SYDNEY (Reuters) - Australian police armed with machine pistols, sledgehammers and shotguns raided the homes of at least two Australian Muslims after the government banned militant group Jemaah Islamiah, community leaders and media said.

The latest raid came at dawn Wednesday in the western city of Perth, when officers in balaclavas and carrying submachine guns stormed a house neighbors said belonged to an Indonesian Muslim family, Australian Broadcasting Corp (ABC) reported.

ABC radio said federal police declined to confirm whether the action was connected to a raid on the home of an Indonesian Muslim identified only as Jaya in Sydney late Sunday.

It was unclear whether anyone was detained in Perth.

But the raid by Australian Security Intelligence Organization (ASIO) officers and federal police in Sydney, which came on the day Australia banned Jemaah Islamiah as a result of the October 12 bombings in Bali, did not end in any arrests.

Community leaders said Jaya's only links to the Southeast Asian Islamic group was that he had listened to a sermon by its suspected leader, Abu Bakar Bashir, many years ago.

The alleged connection to Jemaah Islamiah was "absolutely ludicrous," Kuranda Seyit, spokesman for the Australian Federation of Islamic Councils, said.

"He just heard the guy speak about five years ago, that's as close as he got," he told Reuters.

Australia's ban came after the United Nations included Jemaah Islamiah on a list of groups or people whose assets should be frozen due to suspected ties to Osama bin Laden or his al Qaeda network.

The ban also followed the bombings of packed beach bars on the Indonesian resort island of Bali in which more than 180 people died, about 90 of them Australian.

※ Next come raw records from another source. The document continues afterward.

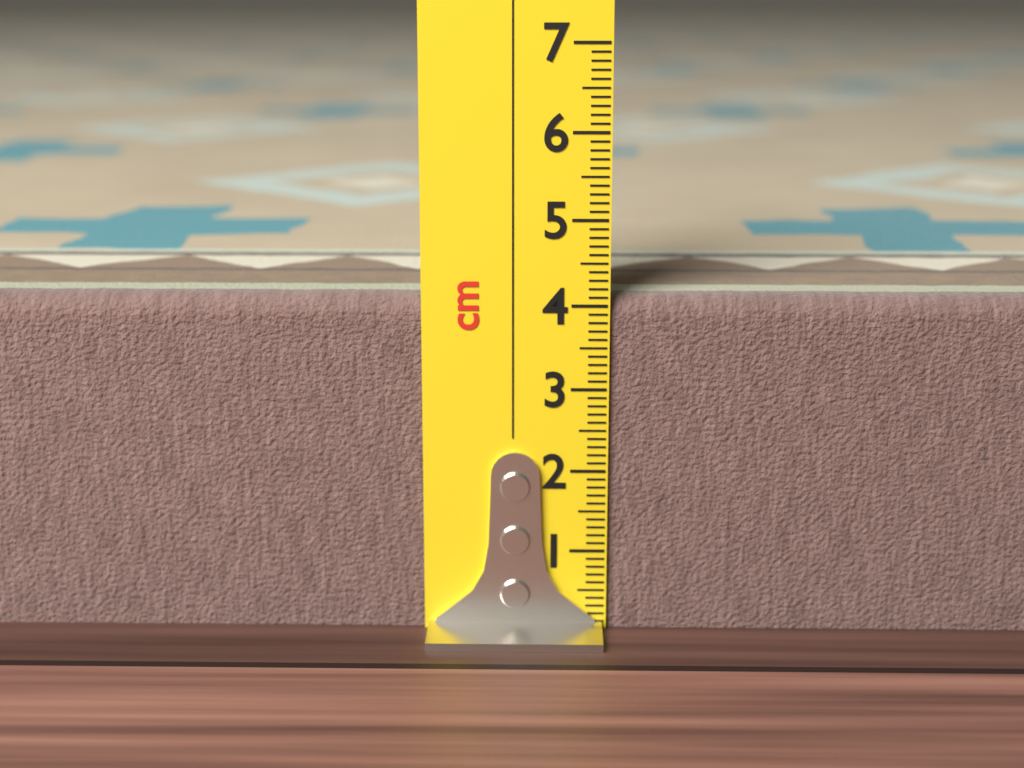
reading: 4.1 cm
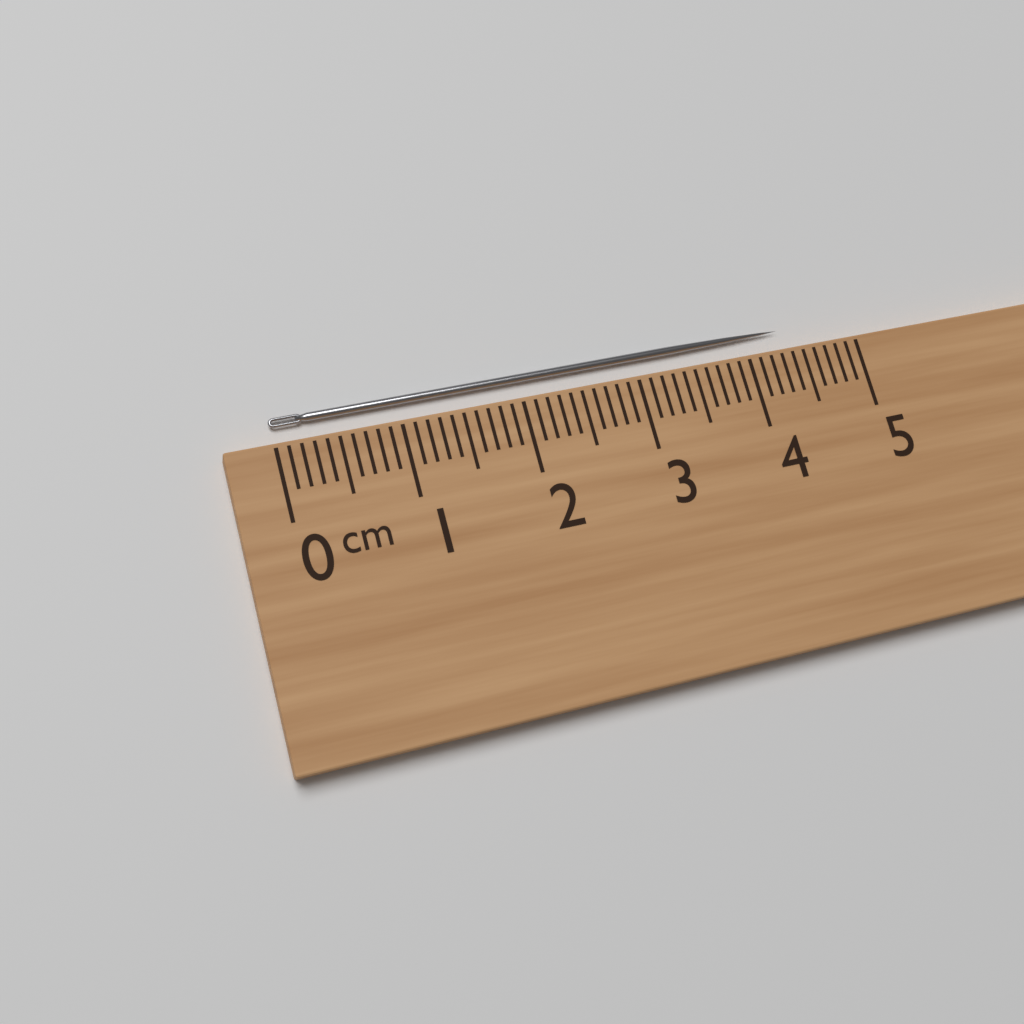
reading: 4.4 cm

Jemaah Islamiah, which seeks a pan-Islamic state covering swathes of Southeast Asia, is suspected by foreign governments, including Australia, of involvement in the Bali blasts.

Indonesian police say they have found no evidence of that.

Militant Indonesian Muslim cleric Bashir visited Australia in 1997 to deliver sermons at mosques.

SLEDGEHAMMERS

Ten heavily armed officers from ASIO, the leading national intelligence agency, and the federal police, some carrying sledgehammers, took part in the operation at Jaya's house.

Jaya's home was searched and computers and documents confiscated, including copies of Sydney tabloid The Daily Telegraph, community leaders said. They said he is a devout Muslim who distributed pamphlets on Islam.

"I did nothing wrong," Jaya told The Australian newspaper.

"I just attended some lectures that he was at, like I've done with other Indonesian religious scholars. I'm as upset about the Bali bombings as everyone."

A spokeswoman for the Attorney General's Office, which oversees ASIO, declined to comment on "operational matters."

Southeast Asian security officials have indicated Jemaah Islamiah may have had northern Australia in its sights as part of its vision of a pan-Islamic "super state."

The government believes there are sympathisers in Australia of Jemaah Islamiah and of bin Laden's al Qaeda, but "no network."